For example, rainfall in the Guadalupe River Basin caused historic flooding as the river rose 36 feet in Kerr County. But the adjacent Nueces River Basin, which also covers part of Kerr County and provides water for the city of Corpus Christi, logged virtually no runoff. The Choke Canyon reservoir, the largest reservoir on the Nueces River system, remains 13 percent full, down from 13.2 percent a week ago. 

City officials in Corpus Christi, which supplies water to a half million people, have warned that the Nueces River reservoirs could dry up entirely by next spring. 

The recent rain also missed the recharge areas for the Edwards Aquifer, which supplies water to the City of San Antonio. The aquifer is down more than 30 feet since 2021 as drought conditions have persisted.

“It really needs the rain west of San Antonio to have a major impact on the Edwards Aquifer,” said Robert Mace, executive director of the Meadows Center for Water and the Environment at Texas State University.

The state’s most dire water shortages, in far West Texas and along the Rio Grande, were also unbroken by the storms in July. 

Most of the rainfall ended up in three large reservoirs of Central Texas that supply water to the sprawling conglomeration of cities in one of the nation’s fastest-growing regions.

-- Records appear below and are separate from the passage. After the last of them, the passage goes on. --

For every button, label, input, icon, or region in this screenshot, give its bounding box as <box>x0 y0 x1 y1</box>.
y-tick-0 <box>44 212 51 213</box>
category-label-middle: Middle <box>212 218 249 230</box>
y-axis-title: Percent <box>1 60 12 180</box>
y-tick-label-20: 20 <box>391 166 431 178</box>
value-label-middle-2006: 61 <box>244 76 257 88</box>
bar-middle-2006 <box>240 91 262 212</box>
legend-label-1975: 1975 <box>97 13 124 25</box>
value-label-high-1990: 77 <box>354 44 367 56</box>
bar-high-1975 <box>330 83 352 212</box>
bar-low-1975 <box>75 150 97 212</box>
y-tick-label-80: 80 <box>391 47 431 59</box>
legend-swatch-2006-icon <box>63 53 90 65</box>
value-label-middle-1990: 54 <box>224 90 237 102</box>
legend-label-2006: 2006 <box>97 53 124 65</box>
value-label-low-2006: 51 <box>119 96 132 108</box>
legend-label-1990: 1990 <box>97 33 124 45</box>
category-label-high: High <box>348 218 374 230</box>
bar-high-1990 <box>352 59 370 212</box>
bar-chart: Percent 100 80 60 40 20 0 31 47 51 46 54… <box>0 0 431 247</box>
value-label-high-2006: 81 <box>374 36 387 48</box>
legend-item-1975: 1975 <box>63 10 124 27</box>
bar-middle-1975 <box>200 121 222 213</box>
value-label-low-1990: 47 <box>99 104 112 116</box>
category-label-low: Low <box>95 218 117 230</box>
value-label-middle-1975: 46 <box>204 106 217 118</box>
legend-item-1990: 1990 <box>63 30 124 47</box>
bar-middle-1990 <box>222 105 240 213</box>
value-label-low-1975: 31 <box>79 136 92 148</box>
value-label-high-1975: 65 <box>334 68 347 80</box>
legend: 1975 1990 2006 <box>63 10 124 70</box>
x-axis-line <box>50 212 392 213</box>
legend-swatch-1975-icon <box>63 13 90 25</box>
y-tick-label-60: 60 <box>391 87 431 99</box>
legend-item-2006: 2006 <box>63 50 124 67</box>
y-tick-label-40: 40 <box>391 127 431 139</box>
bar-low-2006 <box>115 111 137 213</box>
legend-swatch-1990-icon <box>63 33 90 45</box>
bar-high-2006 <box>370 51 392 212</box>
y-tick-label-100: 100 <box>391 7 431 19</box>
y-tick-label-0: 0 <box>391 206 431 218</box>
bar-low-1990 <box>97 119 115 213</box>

In the last week, Lake Buchanan rose from 60 to 84 percent full, Canyon Lake rose from 46 to 64 percent full, and Lake Travis, which supplies the City of Austin, rose from 43 to 68 percent full. 

“These key water supply reservoirs have come up significantly, but they are all still below their median levels for this time of year,” said Todd Votteler, principal of Collaborative Water Resolution LLC in Central Texas. “The hydrologic drought is not over yet.”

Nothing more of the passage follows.